Human Capital Initiative Receives $500,000 Grant

The Human Capital Initiative (HCI) at the Global Development Policy (GDP) Center, an affiliated center of the Pardee School of Global Studies at Boston University, has received a three-year grant for its new Program on Women’s Empowerment Research (POWER) from the William and Flora Hewlett Foundation. The $500,000 grant will allow Pardee School Professors Mahesh Karra and Rachel Brule, along with Patricia Cortes from the Questrom School of Business, to undertake interdisciplinary research on multiple dimensions of women empowerment. They will also engage the wider policy-making community with their findings to create a broader and more lasting impact.
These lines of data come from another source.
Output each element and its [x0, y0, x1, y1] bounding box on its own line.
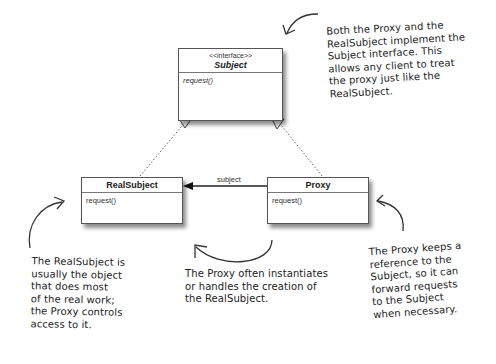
subject-note: Both the Proxy and the RealSubject imple…: [326, 18, 468, 100]
creation-note-arrow-icon: [196, 240, 272, 262]
subject-class-header: <<interface>> Subject: [179, 49, 282, 73]
proxy-note: The Proxy keeps a reference to the Subje…: [368, 240, 466, 321]
subject-class-name: Subject: [179, 60, 282, 71]
subject-class-box[interactable]: <<interface>> Subject request(): [178, 48, 283, 121]
realsubject-note: The RealSubject is usually the object th…: [30, 255, 125, 332]
realsubject-operation: request(): [82, 193, 182, 208]
proxy-note-arrow-icon: [378, 201, 403, 231]
realsubject-class-box[interactable]: RealSubject request(): [81, 177, 183, 224]
realsubject-class-header: RealSubject: [82, 178, 182, 193]
proxy-class-box[interactable]: Proxy request(): [267, 177, 369, 224]
proxy-class-name: Proxy: [268, 180, 368, 191]
proxy-class-header: Proxy: [268, 178, 368, 193]
subject-operation: request(): [179, 73, 282, 88]
association-arrowhead: [183, 182, 193, 190]
realsubject-realization-line: [140, 120, 187, 176]
proxy-operation: request(): [268, 193, 368, 208]
proxy-realization-line: [277, 120, 322, 176]
realsubject-class-name: RealSubject: [82, 180, 182, 191]
association-label: subject: [217, 175, 241, 184]
proxy-note-arrowhead-icon: [377, 195, 385, 206]
subject-stereotype: <<interface>>: [179, 51, 282, 60]
creation-note: The Proxy often instantiates or handles …: [185, 268, 328, 306]
subject-note-arrow-icon: [287, 14, 318, 33]
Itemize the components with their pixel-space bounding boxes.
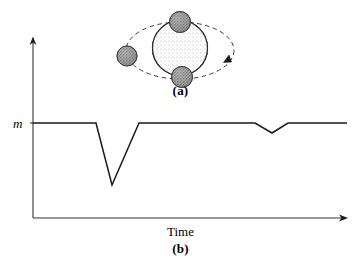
panel-b-caption: (b) [0, 241, 361, 257]
x-axis-title: Time [0, 224, 361, 240]
figure-container: m (a) Time (b) [0, 0, 361, 264]
orbit-direction-arrow-icon [224, 55, 232, 63]
light-curve-line [33, 123, 347, 185]
panel-a-diagram [117, 12, 234, 88]
planet-top [170, 12, 191, 33]
y-axis-value-label: m [13, 116, 22, 132]
planet-left [117, 46, 137, 66]
panel-a-caption: (a) [0, 83, 361, 99]
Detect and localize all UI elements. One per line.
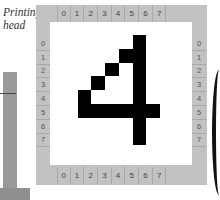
ruler-row-label: 6	[192, 120, 206, 134]
ruler-column-label: 5	[126, 167, 140, 184]
ruler-row-label: 5	[192, 106, 206, 120]
ruler-column-label: 2	[84, 5, 98, 22]
ruler-column-label: 5	[126, 5, 140, 22]
ruler-column-label: 4	[112, 5, 126, 22]
ruler-column-label: 3	[98, 167, 112, 184]
ruler-column-label: 1	[71, 167, 85, 184]
ruler-row-label: 2	[36, 65, 50, 79]
black-pixel	[146, 104, 160, 118]
ruler-row-label: 4	[36, 92, 50, 106]
ruler-column-label: 7	[153, 167, 167, 184]
black-pixel	[91, 76, 105, 90]
ruler-row-label: 0	[36, 37, 50, 51]
ruler-row-label: 7	[192, 134, 206, 148]
printing-head-marker-line	[0, 93, 16, 94]
ruler-column-label: 6	[139, 167, 153, 184]
partial-roller-edge	[212, 70, 220, 195]
ruler-row-label: 3	[36, 78, 50, 92]
printing-head-bar	[3, 72, 17, 200]
black-pixel	[133, 90, 147, 104]
ruler-row-label: 7	[36, 134, 50, 148]
black-pixel	[133, 118, 147, 132]
ruler-row-label: 4	[192, 92, 206, 106]
pixel-grid-paper	[50, 22, 192, 165]
black-pixel	[133, 132, 147, 146]
ruler-row-label: 0	[192, 37, 206, 51]
ruler-row-label: 5	[36, 106, 50, 120]
black-pixel	[133, 63, 147, 77]
ruler-column-label: 6	[139, 5, 153, 22]
ruler-row-label: 6	[36, 120, 50, 134]
ruler-column-label: 3	[98, 5, 112, 22]
black-pixel	[105, 63, 119, 77]
ruler-column-label: 1	[71, 5, 85, 22]
black-pixel	[105, 104, 119, 118]
black-pixel	[119, 104, 133, 118]
ruler-row-label: 1	[192, 51, 206, 65]
black-pixel	[119, 49, 133, 63]
ruler-column-label: 0	[57, 5, 71, 22]
black-pixel	[78, 104, 92, 118]
ruler-column-label: 2	[84, 167, 98, 184]
ruler-row-label: 2	[192, 65, 206, 79]
ruler-column-label: 0	[57, 167, 71, 184]
black-pixel	[133, 104, 147, 118]
ruler-row-label: 1	[36, 51, 50, 65]
black-pixel	[91, 104, 105, 118]
ruler-column-label: 4	[112, 167, 126, 184]
black-pixel	[133, 76, 147, 90]
ruler-row-label: 3	[192, 78, 206, 92]
ruler-column-label: 7	[153, 5, 167, 22]
black-pixel	[133, 49, 147, 63]
black-pixel	[78, 90, 92, 104]
printing-head-base	[0, 188, 30, 200]
black-pixel	[133, 35, 147, 49]
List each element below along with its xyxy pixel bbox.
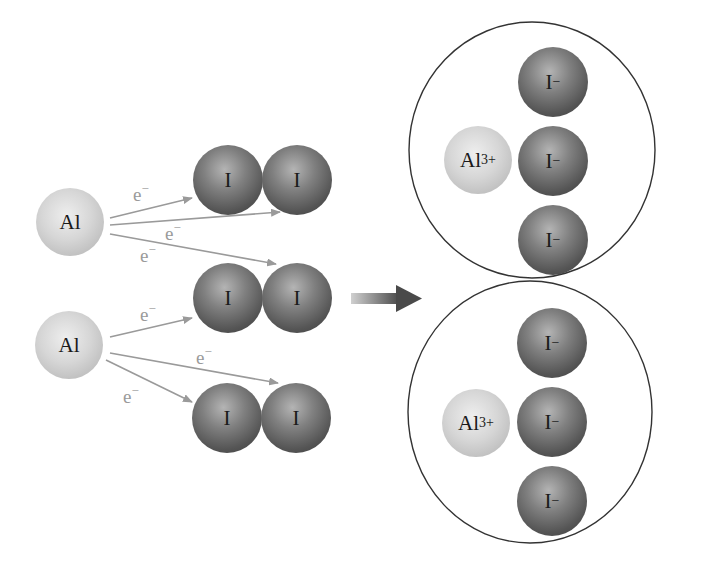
iodine-atom: I <box>193 263 263 333</box>
atom-label: I <box>294 286 301 311</box>
atom-label: I <box>293 406 300 431</box>
iodide-ion: I− <box>518 205 588 275</box>
aluminum-atom: Al <box>35 311 103 379</box>
iodide-ion: I− <box>517 387 587 457</box>
atom-label: Al <box>59 333 80 358</box>
iodide-ion: I− <box>518 47 588 117</box>
diagram-stage: Al Al I I I I I I e− e− e− e− e− e− <box>0 0 713 576</box>
atom-label: Al <box>60 210 81 235</box>
atom-label: I <box>294 168 301 193</box>
iodine-atom: I <box>261 383 331 453</box>
electron-arrow <box>110 212 280 225</box>
electron-label: e− <box>140 246 156 265</box>
aluminum-atom: Al <box>36 188 104 256</box>
electron-label: e− <box>140 305 156 324</box>
iodine-atom: I <box>192 383 262 453</box>
electron-arrow <box>110 234 276 264</box>
reaction-arrow-icon <box>351 285 422 312</box>
iodine-atom: I <box>193 145 263 215</box>
iodide-ion: I− <box>517 308 587 378</box>
iodine-atom: I <box>262 145 332 215</box>
electron-label: e− <box>123 387 139 406</box>
electron-arrow <box>106 360 192 402</box>
atom-label: I <box>225 168 232 193</box>
electron-label: e− <box>133 185 149 204</box>
electron-label: e− <box>165 224 181 243</box>
connector-layer <box>0 0 713 576</box>
aluminum-ion: Al3+ <box>444 126 512 194</box>
iodine-atom: I <box>262 263 332 333</box>
electron-label: e− <box>196 348 212 367</box>
electron-arrow <box>110 198 192 218</box>
atom-label: I <box>225 286 232 311</box>
atom-label: I <box>224 406 231 431</box>
iodide-ion: I− <box>517 466 587 536</box>
electron-arrow <box>110 353 278 383</box>
aluminum-ion: Al3+ <box>442 389 510 457</box>
iodide-ion: I− <box>518 126 588 196</box>
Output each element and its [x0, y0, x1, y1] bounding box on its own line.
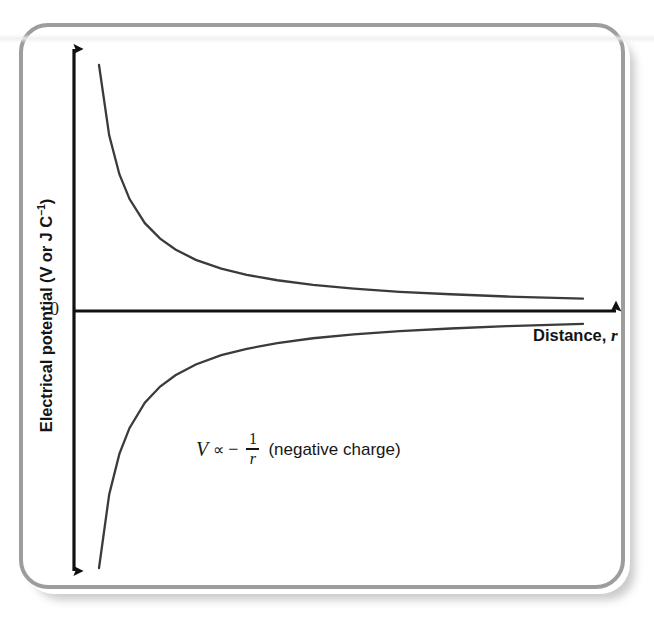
y-axis-title-close-paren: ) — [37, 199, 55, 204]
equation-proportional-sign: ∝ — [213, 440, 228, 459]
curve-positive-charge — [99, 65, 583, 299]
equation-fraction: 1 r — [246, 431, 259, 467]
equation-fraction-numerator: 1 — [249, 431, 257, 448]
equation-minus-sign: − — [228, 439, 242, 460]
x-axis-title-variable: r — [611, 326, 618, 345]
y-axis-title-superscript: −1 — [35, 204, 47, 216]
figure-container: 0 Electrical potential (V or J C−1) Dist… — [0, 0, 654, 623]
equation-trailing-text: (negative charge) — [263, 440, 400, 460]
x-axis-title-text: Distance, — [533, 326, 606, 344]
equation-fraction-denominator: r — [250, 450, 256, 467]
y-axis-title: Electrical potential (V or J C−1) — [37, 166, 56, 466]
y-axis-title-text: Electrical potential (V or J C — [37, 216, 55, 432]
x-axis-title: Distance, r — [533, 326, 618, 346]
equation-variable-v: V — [196, 438, 213, 461]
equation-annotation: V ∝ − 1 r (negative charge) — [196, 432, 401, 468]
plot-area — [0, 0, 654, 623]
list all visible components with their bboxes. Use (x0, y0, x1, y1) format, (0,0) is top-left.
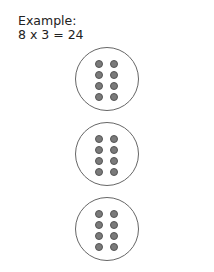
dot-icon (110, 232, 118, 240)
dot-icon (110, 146, 118, 154)
dot-icon (95, 157, 103, 165)
dot-icon (110, 221, 118, 229)
dot-icon (95, 71, 103, 79)
dot-icon (95, 93, 103, 101)
circle-group-3 (75, 197, 139, 261)
example-equation: 8 x 3 = 24 (18, 28, 84, 42)
dot-icon (110, 60, 118, 68)
circle-group-2 (75, 122, 139, 186)
dot-icon (95, 82, 103, 90)
dot-icon (95, 210, 103, 218)
dot-icon (95, 221, 103, 229)
dot-icon (95, 60, 103, 68)
dot-icon (110, 82, 118, 90)
dot-icon (95, 232, 103, 240)
dot-icon (110, 135, 118, 143)
dot-icon (110, 243, 118, 251)
dot-icon (95, 168, 103, 176)
dot-icon (110, 168, 118, 176)
dot-icon (110, 157, 118, 165)
dot-icon (110, 93, 118, 101)
dot-icon (95, 243, 103, 251)
dot-icon (110, 71, 118, 79)
dot-icon (110, 210, 118, 218)
dot-icon (95, 135, 103, 143)
dot-icon (95, 146, 103, 154)
example-label: Example: (18, 14, 76, 28)
circle-group-1 (75, 47, 139, 111)
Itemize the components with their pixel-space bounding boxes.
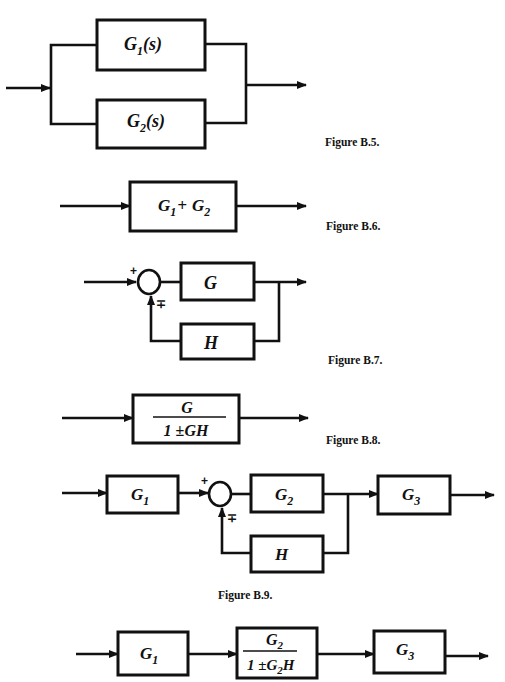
merge-line (205, 44, 246, 123)
figure-b5: G1(s) G2(s) Figure B.5. (6, 20, 380, 149)
feedback-takeoff (323, 494, 348, 553)
figure-caption: Figure B.6. (326, 220, 381, 233)
feedback-sign: ∓ (227, 511, 237, 525)
block-diagram-canvas: G1(s) G2(s) Figure B.5. G1+G2 Figure B.6… (0, 0, 505, 682)
figure-b9: G1 + G2 H ∓ G3 Figure B.9. (62, 474, 494, 602)
summing-junction (138, 270, 160, 294)
figure-caption: Figure B.7. (328, 354, 383, 367)
numerator: G (181, 399, 193, 416)
figure-caption: Figure B.9. (218, 589, 273, 602)
figure-b6: G1+G2 Figure B.6. (60, 182, 381, 233)
feedback-takeoff (254, 282, 279, 341)
denominator: 1 ±GH (164, 422, 209, 439)
summing-junction (209, 482, 231, 506)
input-sign: + (201, 474, 208, 488)
feedback-sign: ∓ (156, 297, 166, 311)
input-sign: + (130, 264, 137, 278)
block-g (181, 263, 254, 300)
figure-b8: G 1 ±GH Figure B.8. (62, 395, 381, 447)
block-h-label: H (274, 545, 289, 564)
figure-caption: Figure B.5. (325, 136, 380, 149)
block-g-label: G (204, 273, 217, 293)
split-line (51, 45, 97, 124)
figure-caption: Figure B.8. (326, 434, 381, 447)
block-h-label: H (203, 333, 219, 353)
figure-b10: G1 G2 1 ±G2H G3 (76, 628, 488, 678)
figure-b7: + G H ∓ Figure B.7. (84, 263, 383, 367)
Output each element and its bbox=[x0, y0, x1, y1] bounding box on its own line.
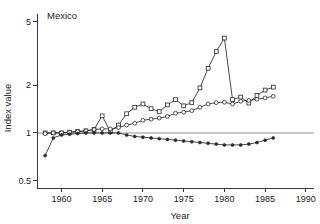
data-point bbox=[158, 137, 161, 140]
data-point bbox=[133, 121, 137, 125]
data-point bbox=[100, 114, 104, 118]
data-point bbox=[264, 139, 267, 142]
y-tick-label: 0.5 bbox=[18, 176, 31, 186]
data-point bbox=[214, 50, 218, 54]
data-point bbox=[190, 109, 194, 113]
data-point bbox=[222, 100, 226, 104]
data-point bbox=[157, 110, 161, 114]
data-point bbox=[231, 143, 234, 146]
data-point bbox=[150, 136, 153, 139]
data-point bbox=[174, 98, 178, 102]
x-tick-label: 1965 bbox=[92, 194, 112, 204]
data-point bbox=[206, 66, 210, 70]
data-point bbox=[92, 128, 96, 132]
chart-panel: 0.51251960196519701975198019851990 Mexic… bbox=[0, 0, 320, 224]
data-point bbox=[255, 94, 259, 98]
data-point bbox=[133, 135, 136, 138]
data-point bbox=[239, 95, 243, 99]
data-point bbox=[117, 126, 121, 130]
data-point bbox=[271, 94, 275, 98]
data-point bbox=[174, 111, 178, 115]
data-point bbox=[68, 133, 71, 136]
data-point bbox=[231, 98, 235, 102]
data-point bbox=[263, 88, 267, 92]
data-point bbox=[93, 131, 96, 134]
data-point bbox=[149, 107, 153, 111]
data-point bbox=[207, 142, 210, 145]
data-point bbox=[76, 132, 79, 135]
data-point bbox=[222, 36, 226, 40]
data-point bbox=[51, 131, 55, 135]
data-point bbox=[263, 96, 267, 100]
data-point bbox=[215, 143, 218, 146]
data-point bbox=[198, 105, 202, 109]
data-point bbox=[141, 102, 145, 106]
series-series-middle bbox=[43, 94, 275, 135]
data-point bbox=[149, 117, 153, 121]
data-point bbox=[133, 105, 137, 109]
data-point bbox=[182, 139, 185, 142]
data-point bbox=[157, 116, 161, 120]
data-point bbox=[247, 99, 251, 103]
x-tick-label: 1990 bbox=[296, 194, 316, 204]
data-point bbox=[198, 86, 202, 90]
data-point bbox=[272, 136, 275, 139]
data-point bbox=[165, 103, 169, 107]
data-point bbox=[141, 118, 145, 122]
data-point bbox=[174, 139, 177, 142]
data-point bbox=[125, 133, 128, 136]
data-point bbox=[125, 123, 129, 127]
data-point bbox=[52, 136, 55, 139]
data-point bbox=[206, 102, 210, 106]
data-point bbox=[247, 143, 250, 146]
series-series-low bbox=[44, 131, 275, 157]
data-point bbox=[190, 101, 194, 105]
data-series-layer bbox=[43, 36, 275, 157]
data-point bbox=[166, 138, 169, 141]
y-tick-label: 5 bbox=[26, 17, 31, 27]
data-point bbox=[43, 132, 47, 136]
x-tick-label: 1960 bbox=[51, 194, 71, 204]
x-axis-label: Year bbox=[170, 210, 189, 221]
data-point bbox=[108, 127, 112, 131]
data-point bbox=[182, 104, 186, 108]
x-tick-label: 1975 bbox=[174, 194, 194, 204]
data-point bbox=[101, 131, 104, 134]
y-tick-label: 2 bbox=[26, 80, 31, 90]
data-point bbox=[165, 114, 169, 118]
data-point bbox=[125, 112, 129, 116]
y-tick-label: 1 bbox=[26, 128, 31, 138]
data-point bbox=[60, 133, 63, 136]
data-point bbox=[198, 141, 201, 144]
data-point bbox=[255, 97, 259, 101]
x-tick-label: 1980 bbox=[214, 194, 234, 204]
chart-svg: 0.51251960196519701975198019851990 Mexic… bbox=[0, 0, 320, 224]
data-point bbox=[271, 85, 275, 89]
data-point bbox=[239, 143, 242, 146]
data-point bbox=[84, 131, 87, 134]
axes-layer bbox=[33, 14, 314, 192]
y-axis-label: Index value bbox=[2, 84, 13, 133]
data-point bbox=[190, 140, 193, 143]
data-point bbox=[255, 141, 258, 144]
axis-labels-layer: 0.51251960196519701975198019851990 bbox=[18, 17, 315, 204]
data-point bbox=[182, 110, 186, 114]
data-point bbox=[109, 131, 112, 134]
data-point bbox=[231, 102, 235, 106]
data-point bbox=[141, 136, 144, 139]
data-point bbox=[117, 131, 120, 134]
data-point bbox=[223, 143, 226, 146]
data-point bbox=[44, 154, 47, 157]
data-point bbox=[214, 101, 218, 105]
page-title: Mexico bbox=[47, 10, 77, 21]
x-tick-label: 1970 bbox=[133, 194, 153, 204]
data-point bbox=[100, 127, 104, 131]
data-point bbox=[239, 99, 243, 103]
x-tick-label: 1985 bbox=[255, 194, 275, 204]
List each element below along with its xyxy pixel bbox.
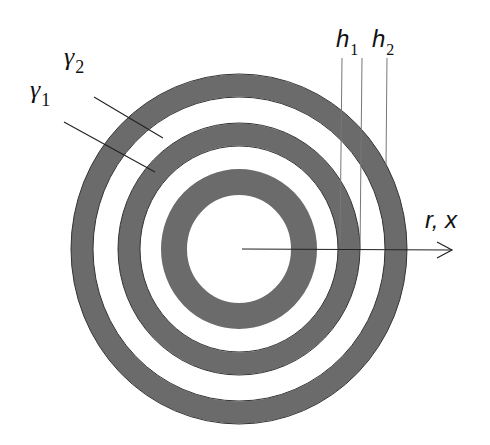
gamma1-label: γ1: [30, 75, 50, 110]
h1-label: h1: [336, 25, 358, 58]
axis-label: r, x: [425, 206, 458, 233]
concentric-rings-diagram: γ2 γ1 h1 h2 r, x: [0, 0, 490, 445]
gamma2-label: γ2: [64, 42, 84, 77]
h2-label: h2: [372, 25, 394, 58]
h2-leader-right: [386, 58, 387, 165]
The goal of POWER is to support rigorous, evidence-based research that investigates the causes and consequences of women’s empowerment on human well-being. The program grant will support long-term data collection, new fieldwork, and local collaboration on a range of topics from women’s reproductive health to behavioral decision-making to women’s access to safe transport. The larger goal of the program is to look critically at three core issues within the larger narrative of women’s empowerment, including human capital (health & education), mobility and access, and sustainable economic empowerment.

Mahesh Karra is an Assistant Professor of Global Development Policy at the Frederick S. Pardee School of Global Studies at Boston University and core faculty of the Global Development Policy Center’s Human Capital Initiative. His academic and research interests are broadly in development economics, health economics, quantitative methods, and applied demography. His research utilizes experimental and non-experimental methods to investigate the relationships between population, health, and economic development in low- and middle-income countries.

Rachel Brule is an Assistant Professor of Global Development Policy at the Frederick S. Pardee School of Global Studies at Boston University and core faculty of the Global Development Policy Center’s Human Capital Initiative. Her research interests are broadly in comparative politics, international development, political economy, and gender, with a geographical focus on South Asia.

The GDP Center is a university-wide research center with a mission to advance policy-oriented research for financial stability, human well-being, and environmental sustainability.